Thanks, but No Thanks

Column / Don Newman

 

What is wrong with the Conservative Party of Canada? With the Trudeau Liberals reduced to a minority government, with climate change, Indigenous and energy politics appearing hopelessly intertwined, and with foreign policy dilemmas with both the United States and particularly China, the prospects of a third Liberal election victory are—to put it mildly—not very bright.

Against that backdrop you would think the current race to lead the Conservative Party would be attracting the best and the brightest contenders. Because when the party crowns its new leader on June 27 replacing the hapless Andrew Scheer, that person should have at least a 50-50 chance of being the next prime minister. Perhaps by then, given winters like the one Justin Trudeau has been through, the odds could be even better.

Those odds should have brought big name, competent candidates lining up to announce they are running. But instead, the big names have bowed out. One after another, they have taken their names out of consideration. All have had their reasons, either stated publicly or not. But none would seem a barrier to running if a person really thought they could be the next PM.

Pierre Poilievre, the feisty Conservative finance critic from the last Parliament. Rona Ambrose, the Harper-era cabinet minister. She impressed many in the House during her time as interim leader after the party’s defeat in the 2015 election and before Scheer was elected leader in 2017. John Baird, the highly competent cabinet minister in successive Harper cabinets who also served in the Ontario provincial government. And Jean Charest, who as a young MP 30 years ago served in the Progressive Conservative cabinet of Brian Mulroney, then became the leader of the Quebec Liberal Party in 1998 and premier in 2003.

Some inched right up to the line before changing their minds. Poilievre had a launch announcement set before stepping back, saying he realized the toll it would take on his wife and baby daughter.

John Baird had been Poilievre’s campaign manager. But as the prospective field collapsed, he was urged to become the candidate himself, to become the horse instead of the jockey. Baird now has a lucrative private sector career in Toronto, and a private life he enjoys. In the end he wasn’t prepared to give either up.

Rona Ambrose became interim leader in 2015 after agreeing that she could not use that job to then try for the leadership in 2017. Three years later in 2020, her interest in becoming the permanent leader was somewhere between slim and non-existent. With a successful career and happy life with her husband, J.P. Veitch, returning to Ottawa from Calgary was never really in the cards.

The circumstances surrounding Jean Charest not running are in some ways the most bizarre of all. Also, the most challenging both for Conservatives and more broadly for Canadian politics in general.

After leaving public life following his defeat in Quebec in 2012, Charest embarked on a very successful and lucrative career as an international lawyer with a prominent Canadian law firm.

But he still had the political itch. And he planned to scratch it by running for the Conservative leadership. Partly as a courtesy and partly to take the political temperature, Charest called former Prime Minister Stephen Harper before Christmas to tell him of his plans. Not only was Harper not supportive, he said he would do everything he could to make sure that if Charest ran, he would not win.

Whatever his personal view of Charest, Harper did not want the Conservative Party moving from the right to the middle of the political spectrum. That key opposition, combined with a barrage of prohibitively negative news coverage, supplied a sense of what Charest and his family would be facing. 

Whether Charest retains the political skill he once had was not clear. But the Conservative Party lost the 2019 election because of its inability to win seats in Ontario, Quebec and Atlantic Canada. Of all the potential candidates, Charest seemed the most likely to correct that deficiency.

So now the race is between two former cabinet ministers from the Harper era: Peter MacKay and Erin O’Toole. Others have signaled they want to run, but aside from Ontario MP Marilyn Gladu they are all no-hopers from the fringes of the party unlikely to meet the fundraising and membership requirements to be on the ballot. 

MacKay is a former Foreign Affairs, Defence and Justice minister in the Harper government, while O’Toole was minister of Veterans Affairs. MacKay is the perceived front runner, but neither is lighting up the sky. Perhaps that will change as the vote draws near. But the absence of so many big names in the leadership race is not a good omen for the party.

And it leaves the question: What is wrong with the Conservative Party?  

Columnist Don Newman, Executive Vice President of Rubicon Strategies in Ottawa, is a lifetime member of the Parliamentary Press Galley.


• TASK PROMPT: Given the records below, the lines starting at the line with "The image size is (386, 293)." and ending at the line with "This screenshot has" should be output exactly, both end lines kept and pictures left out.

• DATASET CONTENT:

________________

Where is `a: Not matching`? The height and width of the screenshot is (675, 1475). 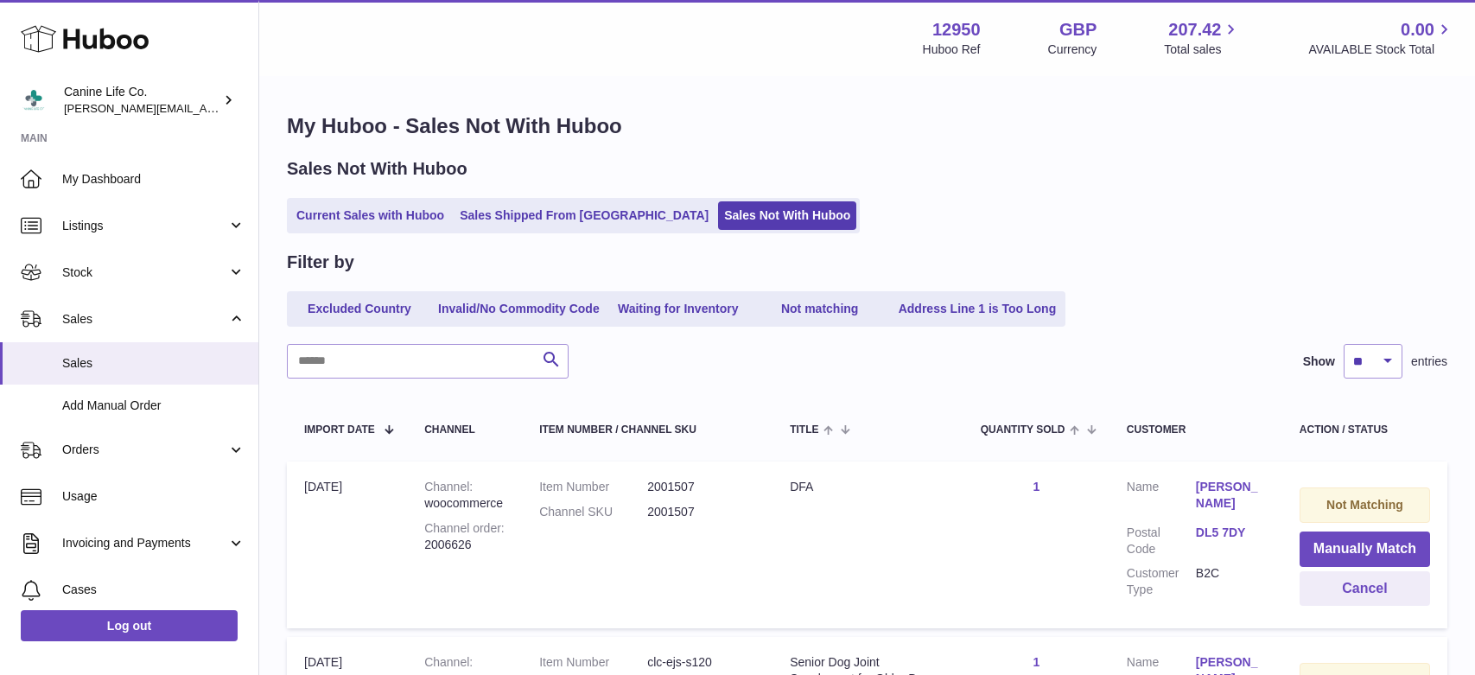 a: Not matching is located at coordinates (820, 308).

________________

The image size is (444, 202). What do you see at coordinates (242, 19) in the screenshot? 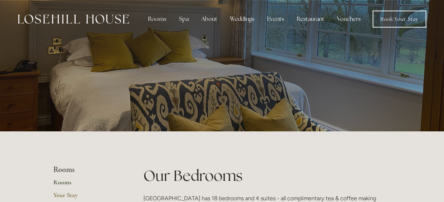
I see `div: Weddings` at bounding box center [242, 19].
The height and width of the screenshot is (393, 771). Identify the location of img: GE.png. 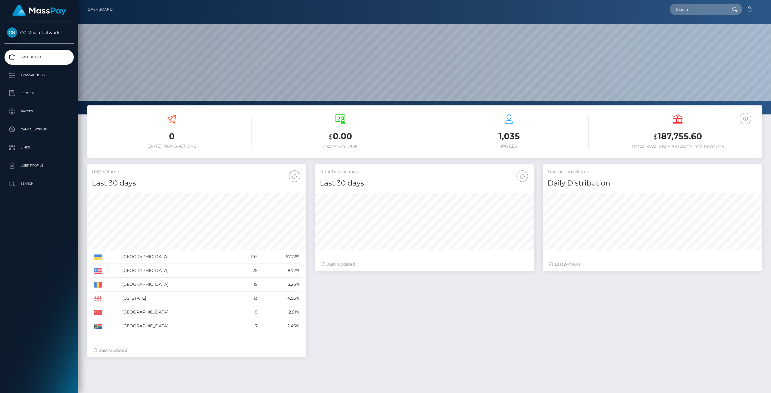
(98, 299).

________________

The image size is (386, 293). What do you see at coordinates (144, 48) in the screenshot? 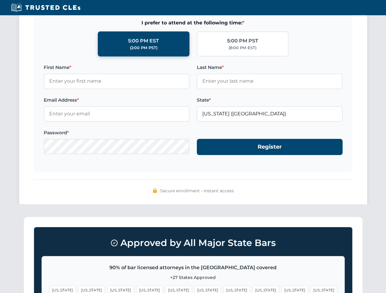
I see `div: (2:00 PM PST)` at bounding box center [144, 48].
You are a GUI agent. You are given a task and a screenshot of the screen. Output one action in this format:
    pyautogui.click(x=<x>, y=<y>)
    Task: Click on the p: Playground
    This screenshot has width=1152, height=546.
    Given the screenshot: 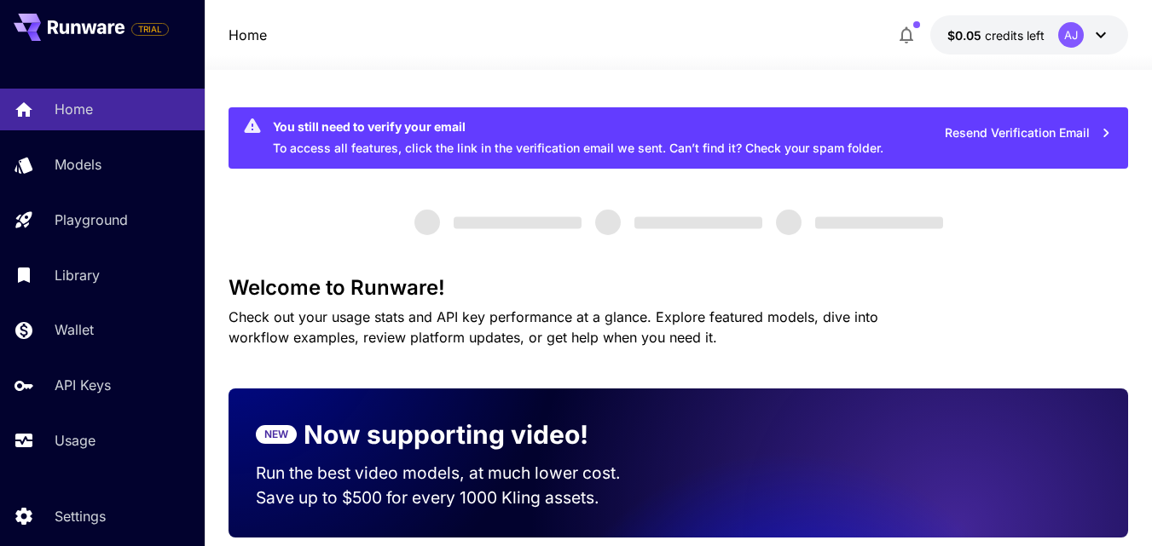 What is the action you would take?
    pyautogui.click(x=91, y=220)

________________

• RESPONSE:
The image size is (386, 293). What do you see at coordinates (144, 48) in the screenshot? 
I see `div: (2:00 PM PST)` at bounding box center [144, 48].
You are a GUI agent. You are given a task and a screenshot of the screen. Output one action in this format:
    pyautogui.click(x=<x>, y=<y>)
    Task: Click on the p: Playground
    This screenshot has width=1152, height=546.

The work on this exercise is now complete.